If you have read her first book "Conduct in Question", you have witnessed Ms. Martin's art of shedding light of parts of the law that only the "insiders" see. In her second addition to the Osgoode Trilogy, she has taken it one step further. Martin shows how organized deception of the law can quickly evolve into organized crime and who else to expose it than our old friend, Harry Jenkins.
Harry Jenkins is a 'good-intentioned', blindingly-naive, Toronto lawyer who is constantly grasping for the pieces of his life that have gone awry. Harry has two loves in life; his beautiful, seductress girlfriend, Natasha and the Law. His constant struggle to do well and do what is right makes him easy prey to those wishing to manipulate the law and its purpose. Harry is not quick to pick a fight, but when he fights; he fights hard.

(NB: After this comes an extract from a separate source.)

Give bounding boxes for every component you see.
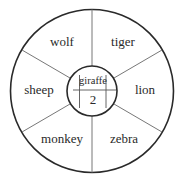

In "Final Paradox", Harry is the championed knight of the wealthy Ms. Norma Dinnick, a widowed old woman who constantly floats between lucidity to insanity. Norma sees and hears people who aren't there and has a bounty of conspiracy theories based on all of the people fighting to steal her estate. This might not seem like a difficult task, however, some of her conspiracy theories are true and Harry can't seem to retrieve Norma from oblivion long enough to obtain any straight answers. With so much money on the line, everyone involved begins plotting and consequentially, people begin dying.
While Harry is dealing with the life and death of this case, he is troubled with the suicidal tendencies of his father (who'd never had a word to say to him as a child or a young man), the reluctance of his girlfriend to take their relationship one step further and eerie images of his past that catapulted him down a dark road. As Harry is being bombarded from every angle and by every person possible (some even threatening his life), he is forced to determine just what kind a man he truly is: good or bad.
In the fashion of good literature, Mary E. Martin has created a suspense novel that focuses not only on the climax, but the art of telling the story. The intricate tapestry Martin has weaved in the first two installments of "The Osgoode Trilogy" is worth seeing in theaters. I look forward to reading the final installment.